INDUSTRY
GIS Technology Helps Link Premenopausal Breast Cancer with Place of Birth
BUFFALO, N.Y. -- Geographers and epidemiologists from the University at Buffalo, using life-course data from a cohort of breast cancer patients and controls in Western New York and geographic information systems (GIS) technology, have shown that women who developed breast cancer before menopause tend to cluster based on where they were born and where they lived at their menarche (start of menstruation). The clustering indicates that these women may have been exposed to something in the environment at those times in their lives that increased their risk of developing premenopausal breast cancer, said Daikwon Han, Ph.D., postdoctoral fellow in the UB Department of Social and Preventive Medicine and first author on the study. There was less evidence of clustering of postmenopausal cancer cases, he said.
Han will present the study results June 12 at the annual meeting of the Society for Epidemiologic Research in Atlanta.
"Researchers are moving more toward a life-course approach in studying the development of chronic disease," said Han. "At UB, we are developing spatial statistical methods to combine geographic information systems, mapping and visualization with epidemiology to help identify patterns of disease."
Finding clustering of cancer patients based on where they were born and lived during early life is significant, said Peter Rogerson, Ph.D., UB professor of geography and a study co-author. "If we just look at where the women lived when they were diagnosed, we miss something important."
The study positioned the clustering of premenopausal cases in an area near the border between Erie and Niagara counties in Western New York.
The project piggybacks on a case-control study of breast cancer in Erie and Niagara
counties led by Jo L. Freudenheim, Ph.D., professor and interim chair of the Department of Social and Preventive Medicine in the UB School of Public Health and Health Professions.
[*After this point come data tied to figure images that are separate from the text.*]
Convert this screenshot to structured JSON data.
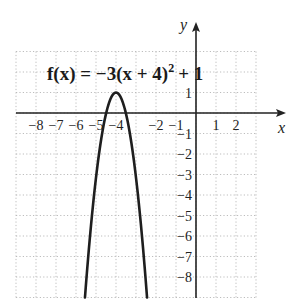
{
  "chart_data": {
    "type": "line",
    "function": "f(x) = -3(x+4)^2 + 1",
    "vertex": [
      -4,
      1
    ],
    "xlabel": "x",
    "ylabel": "y",
    "xlim": [
      -9,
      3
    ],
    "ylim": [
      -9,
      3
    ],
    "grid": true,
    "x_tick_labels": [
      "−8",
      "−7",
      "−6",
      "−5",
      "−4",
      "−2",
      "−1",
      "1",
      "2"
    ],
    "x_tick_values": [
      -8,
      -7,
      -6,
      -5,
      -4,
      -2,
      -1,
      1,
      2
    ],
    "y_tick_labels": [
      "1",
      "−1",
      "−2",
      "−3",
      "−4",
      "−5",
      "−6",
      "−7",
      "−8"
    ],
    "y_tick_values": [
      1,
      -1,
      -2,
      -3,
      -4,
      -5,
      -6,
      -7,
      -8
    ],
    "series": [
      {
        "name": "f(x)",
        "x": [
          -5.8,
          -5.5,
          -5.0,
          -4.5,
          -4.0,
          -3.5,
          -3.0,
          -2.5,
          -2.2
        ],
        "values": [
          -8.72,
          -5.75,
          -2.0,
          0.25,
          1.0,
          0.25,
          -2.0,
          -5.75,
          -8.72
        ]
      }
    ]
  },
  "labels": {
    "title_fx": "f(x) = −3(x + 4)",
    "title_exp": "2",
    "title_tail": "+ 1",
    "x_axis": "x",
    "y_axis": "y"
  }
}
It involves 1,170 women with recently diagnosed breast cancer and 2,116 healthy women. Of this total, about half were born in either of the two counties and had provided the address of their residence at birth and menarche, and became the focus of the current project.
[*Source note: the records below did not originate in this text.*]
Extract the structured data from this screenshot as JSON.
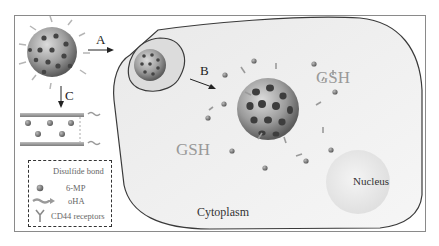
{
  "diagram": {
    "type": "nanoparticle cellular uptake schematic",
    "steps": [
      {
        "id": "A",
        "label": "A"
      },
      {
        "id": "B",
        "label": "B"
      },
      {
        "id": "C",
        "label": "C"
      }
    ],
    "regions": {
      "gsh_upper": "GSH",
      "gsh_lower": "GSH",
      "cytoplasm": "Cytoplasm",
      "nucleus": "Nucleus"
    },
    "legend": {
      "items": [
        {
          "icon": "disulfide-bond-icon",
          "label": "Disulfide bond"
        },
        {
          "icon": "6mp-drug-icon",
          "label": "6-MP"
        },
        {
          "icon": "ohA-chain-icon",
          "label": "oHA"
        },
        {
          "icon": "cd44-receptor-icon",
          "label": "CD44 receptors"
        }
      ]
    },
    "colors": {
      "frame": "#8a8a8a",
      "cell_fill": "#ececec",
      "membrane": "#3a3a3a",
      "particle": "#9a9a9a",
      "pore": "#3d3d3d",
      "drug_dot": "#7a7a7a",
      "gsh_text": "#999999"
    }
  }
}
In future studies, the researchers will combine the GIS results with information on the location of steel mills, chemical factories, gasoline stations, toxic-waste sites and other industrial sites in existence in the two counties between 1918-80. They then will calculate the distance between these sites and the women's homes at the time of birth and menarche, and compare this information for the participants with and without cancer.
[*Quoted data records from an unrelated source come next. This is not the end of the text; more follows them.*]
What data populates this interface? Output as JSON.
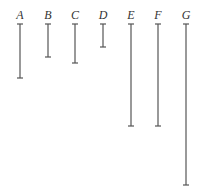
{
  "diagram": {
    "title": "",
    "segments": [
      {
        "label": "A",
        "x": 20,
        "top": 24,
        "bottom": 78
      },
      {
        "label": "B",
        "x": 48,
        "top": 24,
        "bottom": 57
      },
      {
        "label": "C",
        "x": 75,
        "top": 24,
        "bottom": 63
      },
      {
        "label": "D",
        "x": 103,
        "top": 24,
        "bottom": 47
      },
      {
        "label": "E",
        "x": 131,
        "top": 24,
        "bottom": 126
      },
      {
        "label": "F",
        "x": 158,
        "top": 24,
        "bottom": 126
      },
      {
        "label": "G",
        "x": 186,
        "top": 24,
        "bottom": 185
      }
    ]
  }
}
Also contributing to the research were Matthew Bonner Ph.D., postdoctoral fellow; Jing Nie, graduate student; John E. Vena, Ph.D., professor, and Paola Muti, M.D., associate professor, all of the Department of Social and Preventive Medicine in the UB School of Public Health and Health Professions, and Maurizio Trevisan, M.D., professor of social and preventive medicine and interim dean of the school.
The research was supported by grants from the Department of Defense Breast Cancer Research Program and the National Institutes of Health.